The University’s Professor David Taylor-Robinson highlighted the growing health inequalities in the UK and the need for collective action to address child poverty at Public Health England’s (PHE) 2017 annual conference.
During his keynote address he gave the example of a gap of 19 years of healthy life expectancy between a baby born in the affluent Kensington and Chelsea area of London and a child born in Kensington, Liverpool, adding that this is a consequence of how society is structured, which means it is unjust and can be addressed.
Evidence linking childhood poverty to higher rates of infant mortality, lack of readiness for school and increasing levels of childhood obesity supports the conclusions of the Due North report, published in 2014 by the University of Liverpool and Centre for Local Economic Strategies, that inequalities are large and persistent and have their origins in childhood so need to be tackled in the early years.
Professor Taylor-Robinson, a public health expert at the University’s Institute of Psychology, Health and Society, showed how purposeful policies can impact on health inequalities, and a policy of increasing NHS funding to a greater extent in deprived areas of England compared with more affluent areas from 1997 to 2019 narrowed the gap in mortality inequalities. However, since the approach was abandoned there has been a reversal of the gains made during the strategy period.
Closing his presentation he said it is “absolutely baffling that we allow an exposure as toxic as child poverty – a modifiable exposure – to wash over such a large proportion of the children in this country. The central challenge to practitioners is to advocate for policies and practices that are going to improve the developmental trajectories of children especially those living in disadvantaged conditions as a way to improve their health and reduce inequalities over their life course.”
In his response to the key note address Professor John Middleton, president of the Faculty of Public Health, agreed that child poverty in the UK is “appalling and unacceptable and needs to be picked up as an issue of health and rights as it is a time bomb for the health of the population by 2040.”
You can view the keynote address ‘Beyond the North-South health divide: what should we do about inequalities?’ here.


▸ **What you have to do**
Please repeat exactly the lines from the one containing "Give bounding boxes" to the end of the entries below, both included, and omit all pictures.

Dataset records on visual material

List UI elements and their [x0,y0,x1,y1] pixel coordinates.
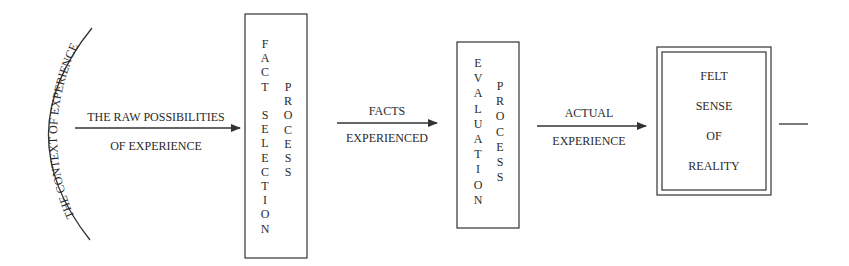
process-letter: S [497,170,504,184]
fact-selection-letter: F [262,37,269,51]
evaluation-letter: L [474,102,481,116]
evaluation-letter: A [474,86,483,100]
process-letter: C [284,123,292,137]
box-2-column-evaluation: EVALUATION [474,56,483,207]
arrow-2-top-label: FACTS [369,104,405,118]
fact-selection-letter: E [261,122,268,136]
evaluation-letter: U [474,117,483,131]
evaluation-letter: E [474,56,481,70]
arrow-actual-experience: ACTUAL EXPERIENCE [537,106,646,148]
fact-selection-letter: N [261,222,270,236]
context-label-text: THE CONTEXT OF EXPERIENCE [46,41,81,221]
fact-selection-letter: T [261,80,269,94]
fact-selection-letter: E [261,151,268,165]
process-letter: S [285,151,292,165]
process-letter: O [496,109,505,123]
box-1-column-process: PROCESS [284,80,293,179]
arrow-3-bottom-label: EXPERIENCE [552,134,625,148]
fact-selection-letter: T [261,179,269,193]
process-letter: R [496,94,504,108]
evaluation-letter: O [474,178,483,192]
arrow-raw-possibilities: THE RAW POSSIBILITIES OF EXPERIENCE [75,110,240,153]
box-3-line-sense: SENSE [696,99,733,113]
arrow-3-top-label: ACTUAL [565,106,614,120]
arrow-facts-experienced: FACTS EXPERIENCED [337,104,437,145]
process-letter: S [497,155,504,169]
process-letter: R [284,94,292,108]
evaluation-letter: I [476,162,480,176]
felt-sense-of-reality-box: FELT SENSE OF REALITY [657,47,771,195]
process-letter: E [496,140,503,154]
box-3-line-felt: FELT [700,69,728,83]
evaluation-process-box: EVALUATION PROCESS [457,42,519,228]
box-3-line-of: OF [706,129,722,143]
experience-flow-diagram: THE CONTEXT OF EXPERIENCE THE RAW POSSIB… [0,0,849,266]
process-letter: P [285,80,292,94]
process-letter: P [497,79,504,93]
process-letter: S [285,165,292,179]
box-3-line-reality: REALITY [688,159,740,173]
fact-selection-letter: C [261,65,269,79]
fact-selection-letter: L [261,136,268,150]
context-of-experience: THE CONTEXT OF EXPERIENCE [46,28,92,240]
process-letter: E [284,137,291,151]
arrow-1-bottom-label: OF EXPERIENCE [110,139,202,153]
process-letter: O [284,108,293,122]
arrow-2-bottom-label: EXPERIENCED [346,131,428,145]
evaluation-letter: A [474,132,483,146]
evaluation-letter: V [474,71,483,85]
fact-selection-letter: I [263,193,267,207]
evaluation-letter: N [474,193,483,207]
fact-selection-letter: S [262,108,269,122]
box-1-column-fact-selection: FACTSELECTION [261,37,270,236]
evaluation-letter: T [474,147,482,161]
fact-selection-process-box: FACTSELECTION PROCESS [245,14,307,258]
context-label: THE CONTEXT OF EXPERIENCE [46,41,81,221]
box-2-border [457,42,519,228]
box-1-border [245,14,307,258]
fact-selection-letter: C [261,165,269,179]
process-letter: C [496,125,504,139]
fact-selection-letter: O [261,207,270,221]
box-2-column-process: PROCESS [496,79,505,184]
arrow-1-top-label: THE RAW POSSIBILITIES [87,110,224,124]
fact-selection-letter: A [261,51,270,65]
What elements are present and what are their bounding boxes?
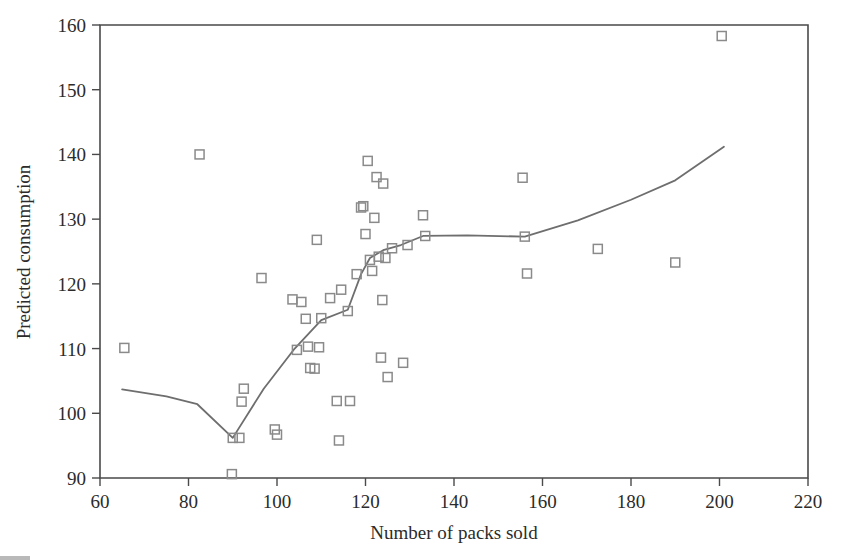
scatter-point	[326, 294, 335, 303]
x-tick-label: 140	[440, 491, 469, 512]
scatter-point	[378, 296, 387, 305]
scatter-point	[361, 230, 370, 239]
scatter-point	[518, 173, 527, 182]
x-tick-label: 200	[705, 491, 734, 512]
x-tick-label: 100	[263, 491, 292, 512]
scatter-point	[239, 384, 248, 393]
x-tick-label: 80	[179, 491, 198, 512]
y-tick-label: 140	[58, 144, 87, 165]
y-axis-title: Predicted consumption	[13, 164, 34, 339]
scatter-point	[235, 433, 244, 442]
y-tick-label: 90	[67, 468, 86, 489]
scatter-point	[301, 314, 310, 323]
scatter-point	[288, 295, 297, 304]
scatter-point	[372, 173, 381, 182]
footer-rule	[0, 556, 30, 560]
scatter-point	[717, 32, 726, 41]
y-tick-label: 150	[58, 80, 87, 101]
scatter-point	[383, 373, 392, 382]
x-tick-label: 220	[794, 491, 823, 512]
scatter-point	[332, 396, 341, 405]
scatter-point	[376, 353, 385, 362]
x-axis-title: Number of packs sold	[370, 522, 538, 543]
scatter-point	[257, 274, 266, 283]
scatter-points	[120, 32, 726, 479]
scatter-point	[593, 244, 602, 253]
plot-frame	[100, 25, 808, 478]
scatter-point	[368, 266, 377, 275]
scatter-point	[399, 358, 408, 367]
scatter-point	[195, 150, 204, 159]
scatter-point	[671, 258, 680, 267]
y-tick-label: 160	[58, 15, 87, 36]
x-tick-label: 180	[617, 491, 646, 512]
scatter-point	[237, 397, 246, 406]
x-axis-ticks: 6080100120140160180200220	[91, 478, 823, 512]
scatter-point	[315, 343, 324, 352]
scatter-point	[303, 342, 312, 351]
scatter-point	[312, 235, 321, 244]
scatter-point	[346, 396, 355, 405]
y-tick-label: 130	[58, 209, 87, 230]
y-axis-ticks: 90100110120130140150160	[58, 15, 101, 489]
scatter-point	[419, 211, 428, 220]
scatter-point	[337, 285, 346, 294]
scatter-point	[523, 269, 532, 278]
scatter-point	[120, 343, 129, 352]
scatter-point	[370, 213, 379, 222]
y-tick-label: 100	[58, 403, 87, 424]
y-tick-label: 120	[58, 274, 87, 295]
y-tick-label: 110	[58, 339, 86, 360]
x-tick-label: 160	[528, 491, 557, 512]
scatter-plot-svg: 6080100120140160180200220 90100110120130…	[0, 0, 843, 560]
scatter-point	[297, 297, 306, 306]
scatter-point	[363, 156, 372, 165]
lowess-trend-line	[122, 147, 724, 438]
x-tick-label: 60	[91, 491, 110, 512]
chart-figure: 6080100120140160180200220 90100110120130…	[0, 0, 843, 560]
scatter-point	[379, 179, 388, 188]
scatter-point	[334, 436, 343, 445]
x-tick-label: 120	[351, 491, 380, 512]
trend-line-path	[122, 147, 724, 438]
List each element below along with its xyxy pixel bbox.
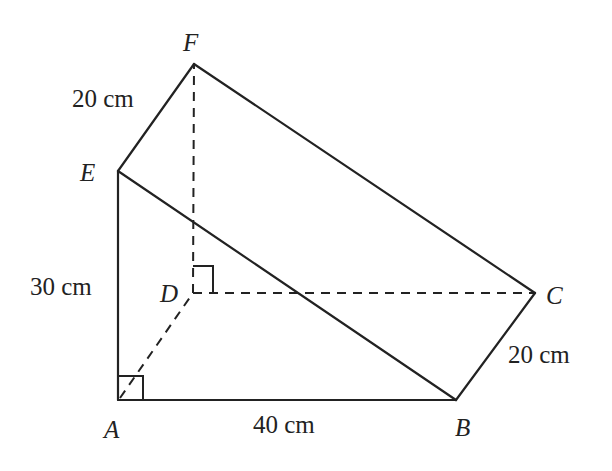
edge-DF-hidden (193, 64, 194, 293)
measure-AE: 30 cm (30, 273, 92, 300)
edge-EF (118, 64, 194, 171)
vertex-label-A: A (102, 416, 120, 443)
vertex-label-B: B (455, 414, 470, 441)
vertex-label-C: C (546, 282, 563, 309)
vertex-label-F: F (182, 29, 199, 56)
vertex-label-E: E (79, 159, 95, 186)
right-angle-mark-D (193, 266, 213, 293)
prism-diagram: F E D C A B 20 cm 30 cm 40 cm 20 cm (0, 0, 612, 471)
edge-FC (194, 64, 535, 293)
vertex-label-D: D (159, 280, 178, 307)
measure-EF: 20 cm (72, 85, 134, 112)
measure-AB: 40 cm (253, 411, 315, 438)
edge-AD-hidden (120, 293, 193, 398)
measure-BC: 20 cm (508, 341, 570, 368)
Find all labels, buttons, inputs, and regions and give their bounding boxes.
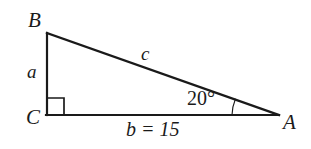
side-label-b: b = 15: [126, 119, 180, 139]
geometry-figure: B C A a c 20° b = 15: [0, 0, 311, 149]
side-label-c: c: [141, 44, 149, 63]
right-angle-marker-icon: [47, 98, 64, 115]
vertex-label-c: C: [26, 107, 40, 128]
vertex-label-a: A: [283, 112, 296, 133]
angle-arc-marker-icon: [232, 99, 236, 115]
side-label-a: a: [27, 62, 37, 81]
side-c-line: [47, 33, 279, 115]
angle-label-20-degrees: 20°: [187, 88, 215, 108]
vertex-label-b: B: [28, 10, 41, 31]
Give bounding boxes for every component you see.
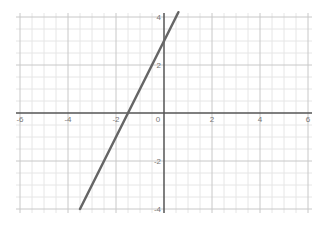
x-tick-label: -6 xyxy=(16,115,24,124)
y-tick-label: 4 xyxy=(157,13,162,22)
x-tick-label: 0 xyxy=(156,115,161,124)
y-tick-label: -2 xyxy=(154,157,162,166)
x-tick-label: 2 xyxy=(210,115,215,124)
x-tick-label: -4 xyxy=(64,115,72,124)
graph-plot: -6-4-2024642-2-4 xyxy=(0,0,323,228)
y-tick-label: -4 xyxy=(154,205,162,214)
y-tick-label: 2 xyxy=(157,61,162,70)
x-tick-label: 4 xyxy=(258,115,263,124)
x-tick-label: 6 xyxy=(306,115,311,124)
x-tick-label: -2 xyxy=(112,115,120,124)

▸ **Output below**
Give bounding boxes for every component you see.
x-tick-label: -6 xyxy=(16,115,24,124)
y-tick-label: 4 xyxy=(157,13,162,22)
x-tick-label: 0 xyxy=(156,115,161,124)
y-tick-label: -2 xyxy=(154,157,162,166)
x-tick-label: 2 xyxy=(210,115,215,124)
x-tick-label: -4 xyxy=(64,115,72,124)
graph-plot: -6-4-2024642-2-4 xyxy=(0,0,323,228)
y-tick-label: -4 xyxy=(154,205,162,214)
y-tick-label: 2 xyxy=(157,61,162,70)
x-tick-label: 4 xyxy=(258,115,263,124)
x-tick-label: 6 xyxy=(306,115,311,124)
x-tick-label: -2 xyxy=(112,115,120,124)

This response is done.